Capote scripted John Huston's Beat the Devil (1953), a satire on heist movies. Humphrey Bogart starred and his company produced, but he hated the film and said those who liked it were "phonies." Although a flop, it's quite amusing, with Jennifer Jones, blonde and funny, playing a compulsive liar, Gina Lollobrigida, Peter Lorre, and Robert Morley.

Capote authored Vittorio Di Sica's Indiscretion of an American Wife (1954), starring Jennifer Jones and Montgomery Clift in an American version of Noel Coward's Brief Encounter. Producer David O. Selznik (married to Jones) was unhappy with the results and cut the film to little more than an hour's length. The original version and a restored one are now available.

Breakfast at Tiffany's (1961) is the most famous and popular film based on Capote's fiction, although he didn't like the changes made to the original.

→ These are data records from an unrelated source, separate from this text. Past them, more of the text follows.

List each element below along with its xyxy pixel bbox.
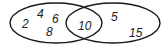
element-10-intersection: 10	[78, 19, 92, 33]
element-4: 4	[37, 7, 44, 21]
element-15: 15	[129, 26, 143, 40]
venn-diagram: 2 4 6 8 10 5 15	[0, 0, 166, 47]
element-2: 2	[21, 17, 29, 31]
element-6: 6	[52, 12, 59, 26]
element-5: 5	[111, 10, 118, 24]
element-8: 8	[46, 25, 53, 39]
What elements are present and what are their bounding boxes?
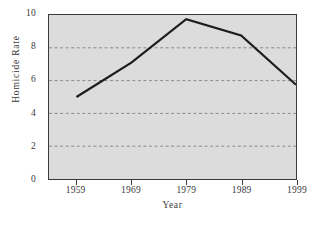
x-axis-tick-label: 1989 bbox=[232, 186, 252, 196]
chart-figure: 0246810 Homicide Rate 195919691979198919… bbox=[0, 0, 325, 226]
y-axis-tick-labels: 0246810 bbox=[0, 0, 44, 226]
y-axis-title: Homicide Rate bbox=[11, 9, 21, 129]
x-axis-tick-label: 1979 bbox=[176, 186, 196, 196]
x-axis-title: Year bbox=[48, 200, 297, 210]
x-axis-tick-label: 1969 bbox=[121, 186, 141, 196]
y-axis-tick-label: 8 bbox=[31, 42, 36, 52]
y-axis-tick-label: 2 bbox=[31, 142, 36, 152]
line-series bbox=[49, 15, 296, 179]
y-axis-tick-label: 6 bbox=[31, 75, 36, 85]
series-line bbox=[76, 19, 296, 97]
x-axis-tick-label: 1959 bbox=[66, 186, 86, 196]
x-axis-tick-label: 1999 bbox=[287, 186, 307, 196]
y-axis-tick-label: 4 bbox=[31, 109, 36, 119]
x-axis-ticks: 19591969197919891999 bbox=[0, 180, 325, 186]
y-axis-tick-label: 10 bbox=[26, 9, 36, 19]
plot-area bbox=[48, 14, 297, 180]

For the role of Holly Golightly, the backwoods girl turned Manhattan sophisticate and elegant hooker, Capote wanted Marilyn Monroe, but it went to Audrey Hepburn, who insisted there be no hint of prostitution in her character. While Hepburn doesn't suggest ever having been Lula Mae Barnes, she is enchanting as Holly, the embodiment of chic. Characters who were gay in the novella are straight in the movie, but on its own terms, the film is a magical romance. George Peppard is sexy and sweet as the writer who falls in love with Holly. Patricia Neal is mesmerizing as the woman keeping him in a style to which he was not accustomed. Buddy Ebsen plays the mysterious man from Holly's past. Only Mickey Rooney, as Holly's Japanese neighbor, misses: an over-the-top, offensive performance. With Martin Balsam, John McGiver and Villalonga. Directed by Blake Edwards, from a screenplay by George Axelrod. Gorgeous Manhattan locations. Henry Mancini's music included the enormously popular "Moon River," which Hepburn charmingly croaks. Givenchy designed her clothes, and she earned a Best Actress Oscar nomination, losing to Sofia Loren in Two Women.

Capote and William Archibald adapted closeted novelist Henry James' short story The Turn of the Screw, calling it The Innocents (1961). It's one of the finest suspense/supernatural films every made, superbly directed by Jack Clayton and starring Deborah Kerr in one of her most underrated and best performances. With Pamela Franklin and Martin Stephens as the children whose souls Kerr's governess fights to save, and Michael Redgrave as their indifferent uncle.

Richard Brooks adapted and directed In Cold Blood (1967), based on Capote's bestselling, acclaimed "nonfiction novel," with Robert Blake and Scott Wilson as two killers and John Forsythe as the detective who ultimately jails them. It's an effective, straightforward thriller that lacks the insight Capote brought to the book. Remade in 1996, with Anthony Edwards and Eric Roberts as the murderers.

One Christmas (1994), taken from a Capote short story, was turned into a maudlin, sappy television movie for Katharine Hepburn by Tony Bill. With Henry Winkler. Capote would have loathed it. 

Chris Matthau's adaptation of The Grass Harp (1995) is respectful and charming. The story of two eccentric sisters living in the South in the 1940s stars Sissy Spacek and Piper Laurie, and has an impressive supporting cast, including the director's father, Walter Matthau, Jack Lemmon as a con artist out to steal Laurie's secret concoction that cures dropsy, Roddy McDowell, Nell Carter, and Edward Furlong as the orphaned boy modeled on Capote.

Capote appeared as a campy parody of himself in Neil Simon's amusing satire of  mysteries, Murder by Death (1976), directed by Robert Moore. He's mysterious recluse Lionel Twain. Among those spoofing famous fictional detectives are David Niven and Maggie Smith as Dick and Dora Charleston, Elsa Lanchester as a gaga Miss Marbles, Peter Sellers as Sidney Wang, Peter Falk as Sam Diamond, and James Coco as Milo Perrier. With Alec Guinness and Nancy Walker.

Arts & Entertainment's biography Truman Capote, The Tiny Terror has some original insights and lots of documentary footage, making it quite fascinating, amusing, and, ultimately, sad.